At the same time, however, they stick to the production of a physical, analogue world, appropriate to the functions we have always known and adapted to the physical movements we have always made. Even if the entire office is computerised, the benefits of the new technology are barely, if at all, conceptualised. Media remain what they are: means, no more.

There is, however, a fourth attitude possible. Something that has so far received much less attention, is the possibility of allowing the physical and virtual domains to merge, of integrating them. By refusing to let oneself be reduced to either a worn-out dinosaur or a stressed- out cybernaut, a whole range of innovative possibilities, capable of injecting architecture with enormous vitality, comes into view. It is a matter of crossing the analogue and digital worlds, of hybrid environments that can no longer be classified as one thing or the other. The behaviour of such worlds is similarly hybrid, consisting partly of biological and physical reactions, partly of cybernetic acts appropriate to a cyborgian existence.

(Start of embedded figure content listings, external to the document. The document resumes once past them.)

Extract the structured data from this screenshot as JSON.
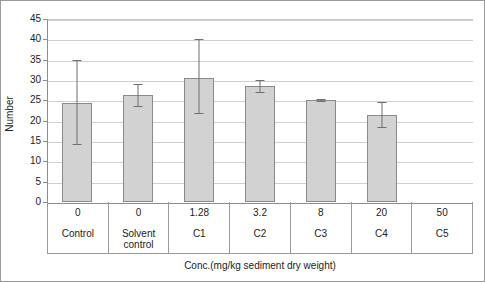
{
  "chart_data": {
    "type": "bar",
    "title": "",
    "xlabel": "Conc.(mg/kg sediment dry weight)",
    "ylabel": "Number",
    "ylim": [
      0,
      45
    ],
    "ytick_step": 5,
    "yticks": [
      "45",
      "40",
      "35",
      "30",
      "25",
      "20",
      "15",
      "10",
      "5",
      "0"
    ],
    "grid": true,
    "legend": "none",
    "categories": [
      "Control",
      "Solvent control",
      "C1",
      "C2",
      "C3",
      "C4",
      "C5"
    ],
    "concentrations": [
      "0",
      "0",
      "1.28",
      "3.2",
      "8",
      "20",
      "50"
    ],
    "values": [
      24.3,
      26.4,
      30.6,
      28.5,
      25.0,
      21.4,
      0
    ],
    "errors_upper": [
      10.7,
      2.7,
      9.4,
      1.6,
      0.4,
      3.3,
      0
    ],
    "errors_lower": [
      10.4,
      3.1,
      8.9,
      1.6,
      0.4,
      3.2,
      0
    ],
    "series": [
      {
        "name": "Number",
        "values": [
          24.3,
          26.4,
          30.6,
          28.5,
          25.0,
          21.4,
          0
        ]
      }
    ],
    "bar_color": "#d2d2d2",
    "bar_border_color": "#8a8a8a",
    "error_bar_color": "#6f6f6f",
    "grid_color": "#cfcfcf",
    "axis_color": "#8d8d8d"
  },
  "axis": {
    "y_title": "Number",
    "x_title": "Conc.(mg/kg sediment dry weight)"
  },
  "columns": [
    {
      "conc": "0",
      "name": "Control",
      "name2": ""
    },
    {
      "conc": "0",
      "name": "Solvent",
      "name2": "control"
    },
    {
      "conc": "1.28",
      "name": "C1",
      "name2": ""
    },
    {
      "conc": "3.2",
      "name": "C2",
      "name2": ""
    },
    {
      "conc": "8",
      "name": "C3",
      "name2": ""
    },
    {
      "conc": "20",
      "name": "C4",
      "name2": ""
    },
    {
      "conc": "50",
      "name": "C5",
      "name2": ""
    }
  ]
}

The environmental quality of such a hybrid world can never again be reduced to the typical architectural parameters that have stood us in good stead for centuries. All previous architectural definitions, from Vitruvius to Peter Eisenman, run up against their limits here. Beauty and functionality and solidity, tectonic and cladding, programme and meaning - all these old concepts acquire a new connotation.

The task is to chart the architectural potential of a digital world, not in spite of, not instead of, not even alongside, but in the physical world.